Emergency Room Staff Have to Move Quickly

The people that work in an emergency room are trained to be expert observers so they can determine how serious a person's medical problems are. Remember that they have people coming to them in ambulances from accidents, in wheelchairs brought in by family members, with some people managing to stagger themselves in. With each person, the staff have to quickly evaluate who needs the help soonest. Your headache may be at the bottom of the list of medical problems currently waiting to be seen in the ER.

Emergency Room Staff Can Become Overworked Quickly

Your don't know what kind of day the staff has had as you walk into an emergency room. Life in an ER often consists of hours of boredom with periodic moments of excitement. Some urban city ERs are constantly busy. The staff may be short with you, with little time to chit chat. Their goal is to treat the most serious medical case then move on to the next most serious case. If the staff seem uninterested in your headache, you'll have to be patient with them until they have the time to listen to your concerns.

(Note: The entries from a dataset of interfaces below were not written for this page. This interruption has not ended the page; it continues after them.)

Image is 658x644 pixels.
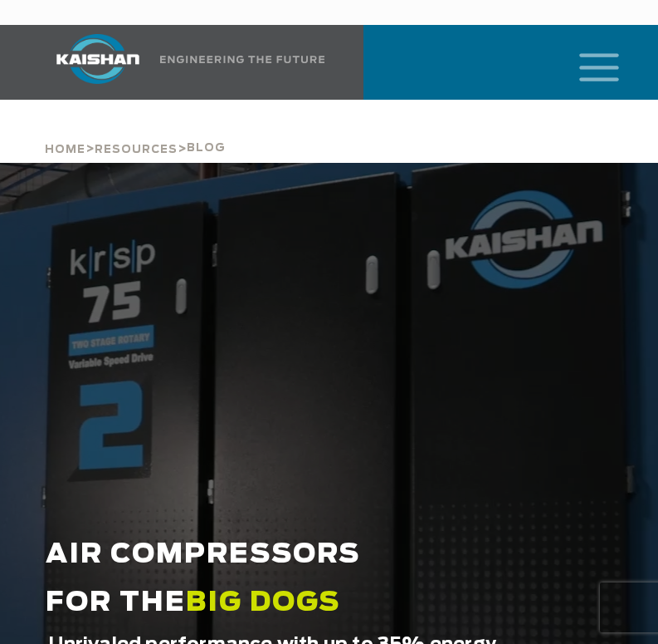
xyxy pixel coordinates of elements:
[44,145,85,155] span: Home
[186,589,340,616] span: BIG DOGS
[95,141,178,156] a: Resources
[160,56,324,63] img: Engineering the future
[44,141,85,156] a: Home
[44,99,226,163] div: > >
[36,34,160,84] img: kaishan logo
[573,48,601,77] a: mobile menu
[95,145,178,155] span: Resources
[187,143,226,153] span: Blog
[36,25,325,99] a: Kaishan USA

You'll Pay for the Most Expensive Aspirin

Everything in the emergency room is more expensive than somewhere else. The hospital must cover the overhead of the highly-trained personnel and the high-tech equipment. Our culture demands that ERs be prepared to handle almost any medical emergency. The cost of this expertise is added to every medication and procedure provided in the ER. The way the insurance companies reimburse for emergency services also affects the price. That's why you might pay $25 for an aspirin in the ER, says Healthcare Finance.

Your ER Visit May Not Cure You, Anyway

The function of an emergency room is not to cure a disease or repair an injury. It is to get a patient to a point where they are stabile enough to pass on to other doctors for further testing, diagnosis and treatment. For example, if your headache is due to your blood pressure being high because of weight, stress and diet, you may get a pain pill from the ER and be told to get in touch with your regular doctor for a hypertension screening.

Consider carefully whether you should make that trip to the emergency room or wait until your doctor can see you. There are times when an emergency room visit is an absolute necessary. But if you can wait, save yourself the money and the stress and wait until your family doctor is available.